Virgin Money (VMUK) struck a somewhat sombre tone when it released its full-year figures in November. The nominally favourable backdrop provided by rising interest rates had been clouded by persistent inflation and squeezed lending margins. The digital bank did placate shareholders with a £150mn share buyback, but it also prudently set aside another £309mn in expectation of a sizeable increase in loan defaults. Unduly pessimistic, perhaps, but we shall see.
The provision added ballast to the view that 14 successive rate hikes by the Bank of England (BoE) were finally dampening aggregate demand in the economy. This year, policymakers may have taken note of Begbies Traynor’s (BEG) recent Red Flag Alert for Q4 2023, which showed that 47,477 companies were in acute financial distress at the end of the year.
Admittedly, the BoE’s Monetary Policy Committee (MPC) has been in an invidious position as it has been attempting to keep a lid on prices without tipping the economy into a prolonged period of stagflation. Central bankers rarely get any sympathy for their handling of the economy, but it was an impossible balancing act. UK inflation remains well above the 2 per cent target rate, which is why a retracement in borrowing costs has yet to begin: last week, the MPC voted by a majority of six to three to maintain the existing rate.
Oddly enough, just as Begbies Traynor was hoisting the red flag, it was revealed that the S&P Global purchasing managers’ index (PMI) for January came in at 52.9, up by 80 basis points from the prior month and in advance of initial projections (readings above 50 points denote expansion in the economy). The improvement was particularly noticeable in the all-important services sector, which accounts for 81 per cent of total UK economic output.
We’ve become all too familiar with conflicting signals on the economic front, but Virgin Money’s first-quarter update for FY2024 appears to support the PMI analysis. Margins have stabilised since its September year-end, and it detailed positive outcomes relating to new accounts, deposit rates and business lending.
You could argue that there are mixed messages in terms of the group’s unsecured lending. In monetary terms, this increased by 2.8 per cent through the quarter to £6.7bn, with growth in this corner of the market driven by credit card lending. It’s estimated that around 5.7mn low-income households have unsecured debt, and there can be little doubt that credit card liabilities have increased to meet regular household bills as opposed to discretionary spending. The Joseph Rowntree Foundation estimates that the annualised cost of financing the unsecured debt is around £3.9bn, or £680 per household on average, representing a 45 per cent increase on the financing costs seen before the BoE started cranking up the base rate.
Nonetheless, Virgin said that repayment rates have been stable, and management has “continued to observe customer behavioural activity outperforming our prudent assumptions across spend, repayment and retention, resulting in [effective interest rate] performance remaining persistently better than expected”. Credit card arrears have increased in line with expectations, but the group seems content with the quality of its loan book, even though the overall expected credit loss increased by 7 per cent from the final quarter of 2023 to £578mn.
On balance, management’s prudence seems justified given the still uncertain economic backdrop and its influence on consumer sentiment. It hasn’t shied away from rationalisation measures, warning of job losses and branch closures. The group’s average liquidity coverage ratio came in at 150 per cent, while the net stable funding ratio stood at 135 per cent over the same 12-month period. The group reduced its Term Funding Scheme liabilities by £1.2bn to £5.1bn, meaning that it has now repaid all its maturities due in 2024.
On review of Virgin’s update, you’re left with the impression that the group is holding its own on the back of “resilient credit card spending and robust business activity levels”. However, it does seem slightly counter-intuitive when set against Begbies Traynor’s revelations.
But statistics indicate that the aggregate gains from higher savings rates have outweighed the extra burden of debt interest. Indeed, Simon Pittaway, senior economist at the Resolution Foundation, notes that the scenario is “completely unprecedented in recent history: net interest income typically falls when rates rise”. The increase partially reflects a relatively slow pass-through to mortgage rates: it takes time before mortgagees are forced onto variable rates. We are likely to witness a more negative turn by the time the MPC starts chipping away at the base rate, at which point you should be loading up on suitable equities.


**YOUR GOAL**
Report how many lines in the following entries contain "this". Nothing else should be given.

[Data entries]
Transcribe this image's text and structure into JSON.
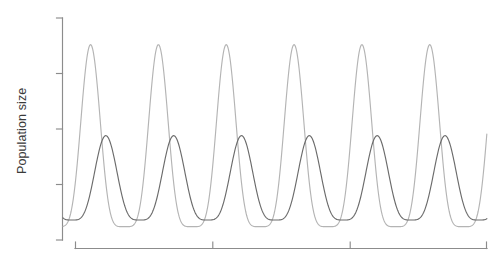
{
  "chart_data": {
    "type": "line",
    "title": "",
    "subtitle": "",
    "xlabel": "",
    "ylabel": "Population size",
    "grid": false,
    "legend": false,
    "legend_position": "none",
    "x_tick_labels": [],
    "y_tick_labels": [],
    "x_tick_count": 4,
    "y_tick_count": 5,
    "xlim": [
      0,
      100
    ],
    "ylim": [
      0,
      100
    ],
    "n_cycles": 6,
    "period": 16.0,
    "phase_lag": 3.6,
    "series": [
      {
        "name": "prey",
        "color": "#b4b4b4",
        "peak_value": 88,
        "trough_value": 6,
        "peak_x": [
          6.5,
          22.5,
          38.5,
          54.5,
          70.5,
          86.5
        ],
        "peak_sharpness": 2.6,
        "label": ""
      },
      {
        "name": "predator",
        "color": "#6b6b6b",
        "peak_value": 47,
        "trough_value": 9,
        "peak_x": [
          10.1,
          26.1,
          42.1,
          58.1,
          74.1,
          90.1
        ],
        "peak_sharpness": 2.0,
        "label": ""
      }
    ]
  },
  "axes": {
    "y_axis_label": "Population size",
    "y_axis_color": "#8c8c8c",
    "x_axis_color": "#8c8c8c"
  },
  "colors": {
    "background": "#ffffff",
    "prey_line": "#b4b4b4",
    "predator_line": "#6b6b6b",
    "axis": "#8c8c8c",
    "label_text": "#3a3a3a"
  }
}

...

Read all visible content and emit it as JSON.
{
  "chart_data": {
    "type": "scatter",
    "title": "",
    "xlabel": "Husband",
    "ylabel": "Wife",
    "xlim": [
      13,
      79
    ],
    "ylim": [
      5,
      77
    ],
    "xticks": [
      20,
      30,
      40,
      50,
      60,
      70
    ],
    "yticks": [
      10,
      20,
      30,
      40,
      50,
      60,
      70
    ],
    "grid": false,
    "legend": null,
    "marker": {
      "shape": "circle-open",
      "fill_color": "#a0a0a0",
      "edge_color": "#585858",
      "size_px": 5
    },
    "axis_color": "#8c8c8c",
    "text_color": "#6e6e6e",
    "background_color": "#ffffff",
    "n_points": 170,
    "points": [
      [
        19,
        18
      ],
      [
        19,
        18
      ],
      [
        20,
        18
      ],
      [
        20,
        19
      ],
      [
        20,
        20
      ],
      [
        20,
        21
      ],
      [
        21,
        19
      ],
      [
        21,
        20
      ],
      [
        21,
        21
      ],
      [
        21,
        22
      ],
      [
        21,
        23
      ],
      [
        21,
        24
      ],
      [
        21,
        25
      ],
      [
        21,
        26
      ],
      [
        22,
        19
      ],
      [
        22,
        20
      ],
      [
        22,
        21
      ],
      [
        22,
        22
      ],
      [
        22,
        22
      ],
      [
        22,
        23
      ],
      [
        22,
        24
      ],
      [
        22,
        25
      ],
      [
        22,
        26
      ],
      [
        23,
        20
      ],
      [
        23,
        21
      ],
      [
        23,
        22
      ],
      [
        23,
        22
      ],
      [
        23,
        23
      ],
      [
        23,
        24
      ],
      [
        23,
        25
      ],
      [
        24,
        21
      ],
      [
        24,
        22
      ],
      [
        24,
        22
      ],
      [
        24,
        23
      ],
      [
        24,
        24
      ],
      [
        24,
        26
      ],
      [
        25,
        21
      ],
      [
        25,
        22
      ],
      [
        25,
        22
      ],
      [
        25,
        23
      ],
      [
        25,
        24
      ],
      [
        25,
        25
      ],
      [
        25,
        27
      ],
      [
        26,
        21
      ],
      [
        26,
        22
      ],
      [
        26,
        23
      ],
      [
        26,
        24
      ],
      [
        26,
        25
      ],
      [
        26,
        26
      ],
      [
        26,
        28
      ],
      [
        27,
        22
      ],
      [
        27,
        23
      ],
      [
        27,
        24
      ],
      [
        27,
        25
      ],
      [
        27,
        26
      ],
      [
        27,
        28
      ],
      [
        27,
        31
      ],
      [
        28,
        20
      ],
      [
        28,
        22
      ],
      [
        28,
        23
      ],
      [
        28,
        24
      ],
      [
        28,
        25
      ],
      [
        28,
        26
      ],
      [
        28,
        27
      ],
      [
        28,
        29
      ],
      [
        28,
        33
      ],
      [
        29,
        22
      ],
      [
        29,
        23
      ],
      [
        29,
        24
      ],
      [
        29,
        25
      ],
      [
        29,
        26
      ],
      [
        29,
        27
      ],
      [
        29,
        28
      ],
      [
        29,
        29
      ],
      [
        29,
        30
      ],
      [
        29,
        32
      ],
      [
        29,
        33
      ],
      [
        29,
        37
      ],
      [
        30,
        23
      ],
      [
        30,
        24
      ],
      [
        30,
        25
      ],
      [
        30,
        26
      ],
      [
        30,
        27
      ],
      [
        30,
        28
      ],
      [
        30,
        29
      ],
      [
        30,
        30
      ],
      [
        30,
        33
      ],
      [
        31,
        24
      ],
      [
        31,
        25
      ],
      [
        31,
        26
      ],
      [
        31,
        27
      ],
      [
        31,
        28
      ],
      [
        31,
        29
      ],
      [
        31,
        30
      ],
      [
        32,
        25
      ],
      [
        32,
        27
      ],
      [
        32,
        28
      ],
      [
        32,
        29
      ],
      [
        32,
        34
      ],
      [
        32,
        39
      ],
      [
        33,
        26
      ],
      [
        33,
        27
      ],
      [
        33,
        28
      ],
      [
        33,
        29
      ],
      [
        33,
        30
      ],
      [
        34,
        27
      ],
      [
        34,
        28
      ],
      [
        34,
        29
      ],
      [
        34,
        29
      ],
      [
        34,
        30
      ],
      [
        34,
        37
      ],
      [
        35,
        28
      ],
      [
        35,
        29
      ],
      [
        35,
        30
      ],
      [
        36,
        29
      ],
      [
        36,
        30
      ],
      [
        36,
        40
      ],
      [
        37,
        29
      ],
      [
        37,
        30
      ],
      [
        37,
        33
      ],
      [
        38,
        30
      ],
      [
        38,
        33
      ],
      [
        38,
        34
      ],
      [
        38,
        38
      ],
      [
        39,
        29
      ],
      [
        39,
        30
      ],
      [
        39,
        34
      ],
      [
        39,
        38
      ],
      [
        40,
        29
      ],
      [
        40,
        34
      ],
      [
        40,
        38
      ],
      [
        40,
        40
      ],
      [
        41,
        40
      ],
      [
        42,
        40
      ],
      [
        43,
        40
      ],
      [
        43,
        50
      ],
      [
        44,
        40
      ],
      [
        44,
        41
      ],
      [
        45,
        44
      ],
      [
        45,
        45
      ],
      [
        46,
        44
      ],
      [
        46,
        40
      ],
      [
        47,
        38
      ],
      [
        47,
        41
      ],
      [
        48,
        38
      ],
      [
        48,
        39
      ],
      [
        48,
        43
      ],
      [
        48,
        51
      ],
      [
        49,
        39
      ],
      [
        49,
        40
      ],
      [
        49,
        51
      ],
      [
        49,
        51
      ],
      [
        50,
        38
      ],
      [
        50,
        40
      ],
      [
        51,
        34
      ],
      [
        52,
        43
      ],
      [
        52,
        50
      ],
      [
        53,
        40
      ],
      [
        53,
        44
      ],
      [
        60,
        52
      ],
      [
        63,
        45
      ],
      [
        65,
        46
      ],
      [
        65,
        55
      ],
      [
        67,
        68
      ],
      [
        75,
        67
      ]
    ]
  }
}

--

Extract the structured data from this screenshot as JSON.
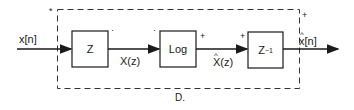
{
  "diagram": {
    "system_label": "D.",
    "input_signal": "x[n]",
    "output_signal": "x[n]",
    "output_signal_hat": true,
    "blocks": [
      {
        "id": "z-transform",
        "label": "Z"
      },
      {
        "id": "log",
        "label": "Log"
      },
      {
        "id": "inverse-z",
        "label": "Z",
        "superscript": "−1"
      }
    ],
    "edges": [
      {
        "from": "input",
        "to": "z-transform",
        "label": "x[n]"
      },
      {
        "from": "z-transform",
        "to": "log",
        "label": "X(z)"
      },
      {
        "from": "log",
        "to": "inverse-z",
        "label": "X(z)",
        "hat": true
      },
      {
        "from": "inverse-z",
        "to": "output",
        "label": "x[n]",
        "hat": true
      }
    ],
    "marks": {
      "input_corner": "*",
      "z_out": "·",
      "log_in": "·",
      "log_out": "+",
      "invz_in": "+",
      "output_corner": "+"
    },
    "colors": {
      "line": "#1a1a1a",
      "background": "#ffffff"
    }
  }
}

**RESULT**
2